Health experts puzzled as Pakistan’s corona cases fall
LAHORE: Six months after the coronavirus arrived in Pakistan, the country appears to have dodged the worst of the pandemic, baffling health experts and dampening fears its crowded urban areas and ramshackle hospitals will be overrun.
Following an initial surge, the number of infections has plummeted in recent weeks, with COVID-19 deaths hovering in the single digits each day, while neighbouring India tallies hundreds of fatalities.
Pakistan has a long history of failing to contain myriad infectious diseases such as polio, tuberculosis, and hepatitis, while successive governments have underfunded its healthcare sector for decades. Added to that, many Pakistanis live in crowded, multi-generational homes or packed apartment buildings that favour rampant virus transmission.

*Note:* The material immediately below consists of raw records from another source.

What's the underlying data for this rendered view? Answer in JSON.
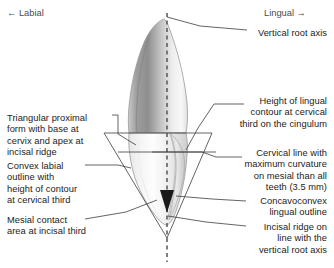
{
  "diagram": {
    "title_alt": "Maxillary central incisor, mesial (proximal) view with anatomical annotations",
    "background_color": "#ffffff",
    "text_color": "#1b1b1b",
    "direction_color": "#4a4a4a",
    "leader_line_color": "#3c3c3c",
    "axis_color": "#555555",
    "marker_color": "#1a1a1a",
    "tooth_outline_color": "#9a9a9a",
    "tooth_fill_light": "#fbfbfb",
    "tooth_fill_mid": "#d8d8d8",
    "tooth_fill_dark": "#8e8e8e"
  },
  "orientation": {
    "labial": "← Labial",
    "lingual": "Lingual →"
  },
  "annotations": {
    "left": [
      {
        "id": "triangular-proximal-form",
        "text": "Triangular proximal\nform with base at\ncervix and apex at\nincisal ridge"
      },
      {
        "id": "convex-labial-outline",
        "text": "Convex labial\noutline with\nheight of contour\nat cervical third"
      },
      {
        "id": "mesial-contact-area",
        "text": "Mesial contact\narea at incisal third"
      }
    ],
    "right": [
      {
        "id": "vertical-root-axis",
        "text": "Vertical root axis"
      },
      {
        "id": "height-lingual-contour",
        "text": "Height of lingual\ncontour at cervical\nthird on the cingulum"
      },
      {
        "id": "cervical-line-curvature",
        "text": "Cervical line with\nmaximum curvature\non mesial than all\nteeth (3.5 mm)"
      },
      {
        "id": "concavoconvex-lingual-outline",
        "text": "Concavoconvex\nlingual outline"
      },
      {
        "id": "incisal-ridge-on-axis",
        "text": "Incisal ridge on\nline with the\nvertical root axis"
      }
    ]
  }
}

"No one has been able to explain this decline... We don't have any concrete explanation," said Salman Haseeb, a doctor at Services Hospital in the eastern city of Lahore. Pakistanis have proposed numerous hypotheses for their country's seeming ability to weather the pandemic, crediting everything from the young population and the hot and humid climate to unproven claims of natural immunity.

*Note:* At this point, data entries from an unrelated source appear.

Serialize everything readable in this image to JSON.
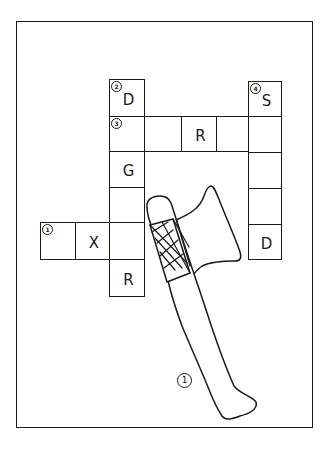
{
  "puzzle": {
    "type": "crossword",
    "clues": [
      {
        "number": "1",
        "direction": "across",
        "length": 3,
        "known_letters": [
          "",
          "X",
          ""
        ],
        "picture_hint": "axe"
      },
      {
        "number": "2",
        "direction": "down",
        "length": 6,
        "known_letters": [
          "D",
          "",
          "G",
          "",
          "",
          "R"
        ]
      },
      {
        "number": "3",
        "direction": "across",
        "length": 5,
        "known_letters": [
          "",
          "",
          "R",
          "",
          ""
        ]
      },
      {
        "number": "4",
        "direction": "down",
        "length": 5,
        "known_letters": [
          "S",
          "",
          "",
          "",
          "D"
        ]
      }
    ],
    "cells": [
      {
        "id": "c-2-1",
        "x": 109,
        "y": 79,
        "w": 36,
        "h": 38,
        "letter": "D",
        "number": "2"
      },
      {
        "id": "c-3-1",
        "x": 109,
        "y": 116,
        "w": 36,
        "h": 36,
        "letter": "",
        "number": "3"
      },
      {
        "id": "c-3-2",
        "x": 144,
        "y": 116,
        "w": 38,
        "h": 36,
        "letter": "",
        "number": ""
      },
      {
        "id": "c-3-3",
        "x": 181,
        "y": 116,
        "w": 36,
        "h": 36,
        "letter": "R",
        "number": ""
      },
      {
        "id": "c-3-4",
        "x": 216,
        "y": 116,
        "w": 33,
        "h": 36,
        "letter": "",
        "number": ""
      },
      {
        "id": "c-4-1",
        "x": 248,
        "y": 81,
        "w": 34,
        "h": 36,
        "letter": "S",
        "number": "4"
      },
      {
        "id": "c-3-5",
        "x": 248,
        "y": 116,
        "w": 34,
        "h": 37,
        "letter": "",
        "number": ""
      },
      {
        "id": "c-4-3",
        "x": 248,
        "y": 152,
        "w": 34,
        "h": 37,
        "letter": "",
        "number": ""
      },
      {
        "id": "c-4-4",
        "x": 248,
        "y": 188,
        "w": 34,
        "h": 37,
        "letter": "",
        "number": ""
      },
      {
        "id": "c-4-5",
        "x": 248,
        "y": 224,
        "w": 34,
        "h": 36,
        "letter": "D",
        "number": ""
      },
      {
        "id": "c-2-3",
        "x": 109,
        "y": 151,
        "w": 36,
        "h": 37,
        "letter": "G",
        "number": ""
      },
      {
        "id": "c-2-4",
        "x": 109,
        "y": 187,
        "w": 36,
        "h": 36,
        "letter": "",
        "number": ""
      },
      {
        "id": "c-1-1",
        "x": 40,
        "y": 222,
        "w": 36,
        "h": 38,
        "letter": "",
        "number": "1"
      },
      {
        "id": "c-1-2",
        "x": 75,
        "y": 222,
        "w": 35,
        "h": 38,
        "letter": "X",
        "number": ""
      },
      {
        "id": "c-1-3",
        "x": 109,
        "y": 222,
        "w": 36,
        "h": 38,
        "letter": "",
        "number": ""
      },
      {
        "id": "c-2-6",
        "x": 109,
        "y": 259,
        "w": 36,
        "h": 38,
        "letter": "R",
        "number": ""
      }
    ],
    "picture_label": "1"
  }
}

Its median age is only 22 and the coronavirus is known to disproportionately impact older people with prior health complications. In comparison, Italy, with a median age of 46.5, has recorded more than 35,000 deaths, while Pakistan's official toll is about 6,300.
To date, the South Asian nation has confirmed more than 295,000 infections and currently is recording a few hundred new cases per day. Observers say that with only limited testing the true number of infections is likely considerably higher. One testing exercise in Lahore suggested as many as seven percent of the city's population had been exposed to the virus.
But anecdotal evidence from hospitals across Pakistan supports the downward trend. While healthcare facilities were initially swamped, doctors across Pakistan told AFP they are now no longer seeing a coronavirus-related rush on emergency services.
"Regardless of the reasons, the good thing is the first wave of the virus is almost over in Pakistan," said Khizer Hayat, a doctor at Nishtar hospital in the central city of Multan. "The situation is now under control and the number of coronavirus cases is dropping, the wards are emptying. It's hard to know why."